Express & Star

Mark Andrews on Saturday: Trams, trains, and the Highway Code

THE Department for Education has been urged to add the Highway Code to the school curriculum for sixth formers.

Published
The Highway Code

Admittedly, only by a car leasing firm which I am not going to give free publicity to, but nevertheless some people seem to be taking the suggestion seriously.

Don’t teachers have enough on their plate? Only last week schools were told they must start teaching children about transgenderism. Now they're expected to prepare them for the driving test as well.

Meanwhile, the number of children sitting GCSE languages has fallen by 45 per cent since 2002.This is even more pronounced for French and German, with numbers down by about two thirds. And this is the generation supposed to be unashamedly pro-European, wanting closer ties with our neighbours.

Schools will argue the decline of French and German is in part due to a wider range of languages on offer, and there is a 22 per cent rise in the number of youngsters taking Welsh. But, no disrespect to the Welsh, how is that going to get you a job?

OF course, the teaching of languages in schools has always been a bit patchy. I actually thought scraping O-level German and a smattering of French made me multilingual, a delusion emphatically debunked at the Birmingham Christmas market about 10 years ago. It probably didn’t help that the guy I was talking to was Romanian, but you get my point.
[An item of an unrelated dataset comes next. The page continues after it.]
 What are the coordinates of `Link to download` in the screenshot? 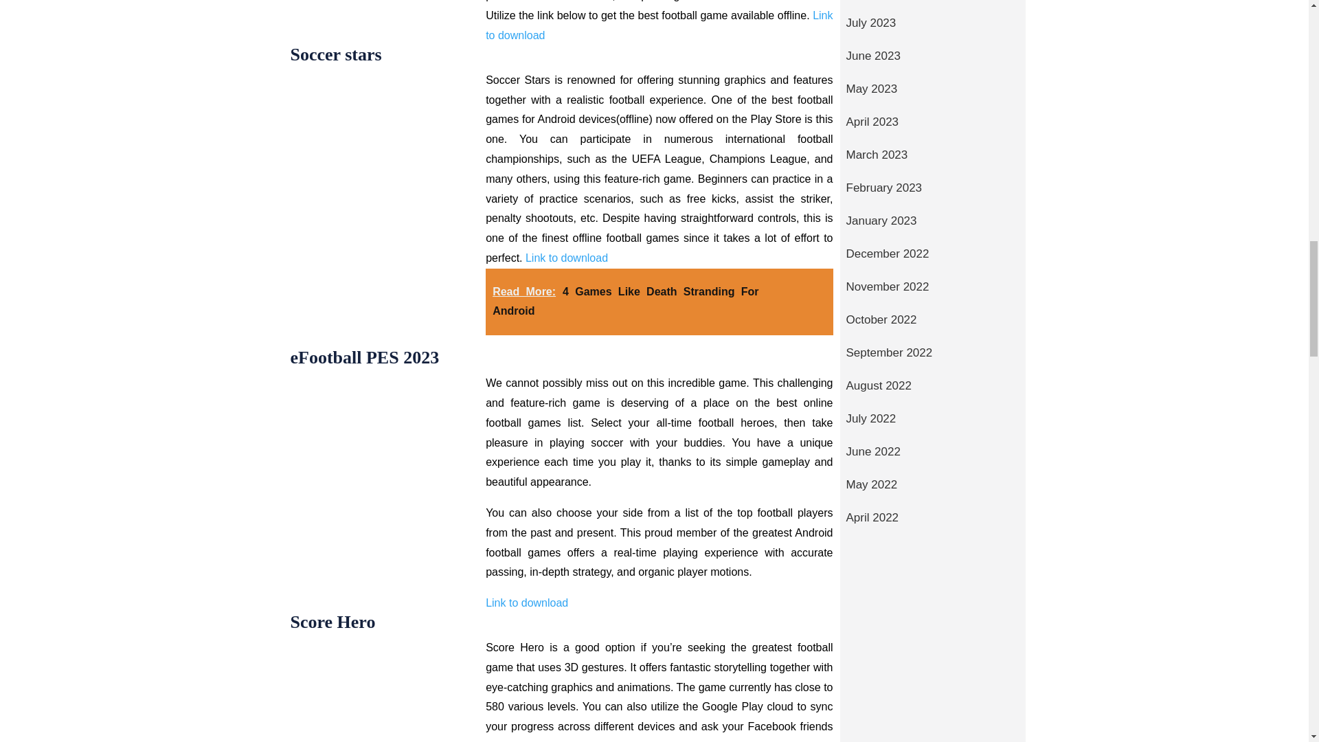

I remember my teacher saying it didn’t matter how ridiculous your answers to questions were, as long as they were in good German. So when asked to give account of an important event in my community, I described in great detail a street party and disco to celebrate my grandfather’s 120th birthday, attended by the mayor who presented him with a Vauxhall car. It got decent marks, if I remember rightly.

The point is, though, in today’s multi-national world, being fluent in foreign languages can be a great asset in business. Not just the stilted textbook speak we all learned, but understanding the language, the idioms and colloquialisms that real people use. Our education system would do far better focusing on this than gimmicks like the Highway Code.

LAST week I questioned whether extending the Metro tramline to the Merry Hill centre really would regenerate Dudley, after a councillor bizarrely claimed it was ‘a town on the up’.

Midland Metro – money well spent?

Now we are told the scheme is going to cost £106 million more than we were told last year, and that it will cost the taxpayer a staggering £440 million. A cynic might think we were being softened up.

The proposed extension will run for 6.8 miles, so the cost equates to about £1,021 an inch. Who’s in charge of the costings, Chris Grayling?

To be fair, it is substantially less than the £2,500 an inch being spent on the 350-yard extension linking the Metro to Wolverhampton bus station, and the £2,678 an inch for HS2. But it still seems extortionate for something only marginally quicker than a bus, and as far as I can see its only effect will be to make it slightly easier for people to desert our town centres for out-of-town shopping. Let’s just say that the South Yorkshire tram link to Meadowhall shopping centre has yet to turn Rotherham into a thriving metropolis.

Surely the time has come to abandon this wasteful, disruptive and very old-fashioned project before it is too late – and instead use the £440 million to reopen the railway line, reconnecting the Black Country to rest of Britain.